There are still some problems I have – no-one has adequately explained why Shiarra can’t go to the cops or why the cops are compromised. I also think everyone kind of missed the part when Shiarra bled black sludge from her nose, eyes and mouth. I think that would be more concerning. I would be concerned. Black sludge is a bad sign – I’m sure doctors would agree with me. I also don’t like her returning trust for Chaz and his people (or taking their word for it that they’re not involved). I also wish she had tried to work with the Moonwalkers or Arnold and the Mages a little more – both offered far more reasonable help than the White Hats, both were more appropriate and both had better resources.

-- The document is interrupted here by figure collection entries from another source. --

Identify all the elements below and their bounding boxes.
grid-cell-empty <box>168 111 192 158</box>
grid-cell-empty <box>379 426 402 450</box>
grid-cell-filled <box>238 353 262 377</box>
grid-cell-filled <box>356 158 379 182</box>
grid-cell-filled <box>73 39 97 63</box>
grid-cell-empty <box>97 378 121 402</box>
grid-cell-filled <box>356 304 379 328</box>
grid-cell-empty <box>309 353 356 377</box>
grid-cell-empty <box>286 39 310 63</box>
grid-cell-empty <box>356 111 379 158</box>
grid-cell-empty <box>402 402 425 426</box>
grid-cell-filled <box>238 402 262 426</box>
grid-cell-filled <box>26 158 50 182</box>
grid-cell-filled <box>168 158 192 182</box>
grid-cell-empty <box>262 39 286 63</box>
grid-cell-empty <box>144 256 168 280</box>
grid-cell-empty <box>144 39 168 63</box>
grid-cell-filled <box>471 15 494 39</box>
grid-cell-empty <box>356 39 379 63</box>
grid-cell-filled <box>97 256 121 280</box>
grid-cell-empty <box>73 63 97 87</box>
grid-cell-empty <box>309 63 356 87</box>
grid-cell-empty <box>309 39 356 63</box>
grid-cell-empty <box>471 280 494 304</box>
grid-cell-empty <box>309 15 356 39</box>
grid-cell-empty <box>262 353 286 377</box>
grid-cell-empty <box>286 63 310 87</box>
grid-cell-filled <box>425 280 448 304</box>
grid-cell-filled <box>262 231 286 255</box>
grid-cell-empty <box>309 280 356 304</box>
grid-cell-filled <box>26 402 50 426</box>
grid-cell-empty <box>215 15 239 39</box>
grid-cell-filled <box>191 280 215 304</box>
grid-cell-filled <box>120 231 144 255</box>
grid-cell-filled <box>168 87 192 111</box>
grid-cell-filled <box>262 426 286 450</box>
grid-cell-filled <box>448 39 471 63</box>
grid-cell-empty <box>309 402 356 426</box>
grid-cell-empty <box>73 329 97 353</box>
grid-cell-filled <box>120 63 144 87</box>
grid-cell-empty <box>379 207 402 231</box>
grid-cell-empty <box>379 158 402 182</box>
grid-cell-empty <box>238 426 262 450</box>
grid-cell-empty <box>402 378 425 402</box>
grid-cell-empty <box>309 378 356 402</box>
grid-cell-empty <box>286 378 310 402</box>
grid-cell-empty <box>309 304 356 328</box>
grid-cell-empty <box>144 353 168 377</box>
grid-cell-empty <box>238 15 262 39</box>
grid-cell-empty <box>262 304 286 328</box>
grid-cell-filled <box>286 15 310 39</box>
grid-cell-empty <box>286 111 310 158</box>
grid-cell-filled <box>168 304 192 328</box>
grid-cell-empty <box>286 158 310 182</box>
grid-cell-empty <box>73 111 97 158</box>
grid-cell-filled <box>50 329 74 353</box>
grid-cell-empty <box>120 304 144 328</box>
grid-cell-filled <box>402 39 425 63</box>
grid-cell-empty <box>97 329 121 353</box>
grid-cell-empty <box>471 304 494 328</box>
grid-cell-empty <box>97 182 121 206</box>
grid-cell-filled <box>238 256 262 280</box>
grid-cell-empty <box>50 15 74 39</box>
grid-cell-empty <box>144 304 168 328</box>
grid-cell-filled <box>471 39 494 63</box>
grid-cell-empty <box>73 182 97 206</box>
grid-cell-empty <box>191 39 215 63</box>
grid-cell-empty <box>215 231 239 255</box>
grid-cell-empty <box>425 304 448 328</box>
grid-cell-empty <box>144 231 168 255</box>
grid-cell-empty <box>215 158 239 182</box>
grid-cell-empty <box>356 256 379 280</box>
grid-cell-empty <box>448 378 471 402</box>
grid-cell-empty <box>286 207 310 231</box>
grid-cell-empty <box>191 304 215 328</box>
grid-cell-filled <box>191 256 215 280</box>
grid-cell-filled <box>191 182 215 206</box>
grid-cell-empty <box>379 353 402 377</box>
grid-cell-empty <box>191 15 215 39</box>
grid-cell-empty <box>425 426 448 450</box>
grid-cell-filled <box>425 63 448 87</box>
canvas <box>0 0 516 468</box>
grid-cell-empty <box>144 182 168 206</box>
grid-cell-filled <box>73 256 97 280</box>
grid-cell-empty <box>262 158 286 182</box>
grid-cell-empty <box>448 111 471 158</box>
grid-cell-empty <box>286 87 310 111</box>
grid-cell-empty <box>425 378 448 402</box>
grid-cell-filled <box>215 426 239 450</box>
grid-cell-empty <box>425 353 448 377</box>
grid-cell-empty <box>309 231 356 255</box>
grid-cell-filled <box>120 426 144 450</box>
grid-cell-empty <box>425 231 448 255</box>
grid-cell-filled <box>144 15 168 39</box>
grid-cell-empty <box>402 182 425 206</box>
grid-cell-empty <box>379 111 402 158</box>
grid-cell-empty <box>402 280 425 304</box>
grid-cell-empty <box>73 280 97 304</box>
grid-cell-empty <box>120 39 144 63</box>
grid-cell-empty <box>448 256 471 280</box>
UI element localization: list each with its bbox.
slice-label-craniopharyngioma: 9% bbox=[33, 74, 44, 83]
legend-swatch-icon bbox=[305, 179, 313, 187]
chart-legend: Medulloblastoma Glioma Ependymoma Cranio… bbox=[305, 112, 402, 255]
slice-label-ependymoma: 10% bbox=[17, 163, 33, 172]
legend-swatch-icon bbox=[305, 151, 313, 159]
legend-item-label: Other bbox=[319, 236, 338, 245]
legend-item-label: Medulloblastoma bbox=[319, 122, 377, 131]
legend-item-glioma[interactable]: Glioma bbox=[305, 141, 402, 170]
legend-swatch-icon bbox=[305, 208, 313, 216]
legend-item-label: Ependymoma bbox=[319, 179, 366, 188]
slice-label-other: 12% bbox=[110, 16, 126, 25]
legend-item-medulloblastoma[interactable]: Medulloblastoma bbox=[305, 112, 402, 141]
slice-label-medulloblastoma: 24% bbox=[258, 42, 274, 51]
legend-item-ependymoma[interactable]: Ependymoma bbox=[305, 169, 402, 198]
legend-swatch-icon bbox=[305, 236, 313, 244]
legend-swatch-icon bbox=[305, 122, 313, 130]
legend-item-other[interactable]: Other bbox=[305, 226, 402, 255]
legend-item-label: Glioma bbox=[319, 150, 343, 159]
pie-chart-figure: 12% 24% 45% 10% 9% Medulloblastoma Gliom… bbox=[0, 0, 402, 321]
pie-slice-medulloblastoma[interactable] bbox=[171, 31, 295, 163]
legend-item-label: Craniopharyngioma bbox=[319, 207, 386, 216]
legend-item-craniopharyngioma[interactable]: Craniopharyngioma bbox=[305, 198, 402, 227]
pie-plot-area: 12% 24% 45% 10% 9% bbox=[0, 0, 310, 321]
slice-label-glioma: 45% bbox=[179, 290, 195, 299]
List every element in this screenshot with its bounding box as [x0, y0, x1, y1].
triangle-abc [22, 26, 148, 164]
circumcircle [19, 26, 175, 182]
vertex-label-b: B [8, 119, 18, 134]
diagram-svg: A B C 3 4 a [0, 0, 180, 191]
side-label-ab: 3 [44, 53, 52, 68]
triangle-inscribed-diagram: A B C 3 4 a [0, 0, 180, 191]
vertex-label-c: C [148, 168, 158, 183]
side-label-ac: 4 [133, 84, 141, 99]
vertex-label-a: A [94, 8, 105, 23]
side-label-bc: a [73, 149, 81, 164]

I am curious as to where the White Hats will go after the big revelation about their true origins and backing, though

Inclusionwise, there’s still a lot of problems and erasure. No GBLT people again. There’s a POC – Bo one of the hunters and he’s at least one of the more reasonable of them and more prominent, but still not the leader. And then women – we have Shiarra, some bit vampire parts, the completely absent best-friend-honest Sara who we’ve barely seen since book 1 and then all the women Shiarra hates. There’s Nikki, the hunter who hates her more than any of the others (even if she has good reason). And there’s Kimberly – the woman Chaz cheated on her with who she refers to as “tramp” “town jizz jar,” “cum-dumpster” “two faced anorexic bimbo of a cheating whore.” And, most legendary of all “smegma-guzzling-fire-crotch thunder c*nt”.  Which sounds almost like an advanced pokemon. Throw in Shiarra’s decision making and there’s some… issues with the way women are portrayed in this book. The marginalised people in general need work.



I finished this book feeling vaguely refreshed. A lot of the issues I’ve had with this series that have kept me from enjoying it have been, well, not resolved but at least addressed. They have been explained in a way that suggests that we will be seeing a different path from here. It almost leaves the series with a clean slate, or a clean protagonist at least, because I don’t know how much of her behaviour was being controlled. But it also leaves Shiarra to prove herself as a protagonist without any artificial aids which I’m very curious about in the next book – Just who is Shiarra and, more importantly, why should I care?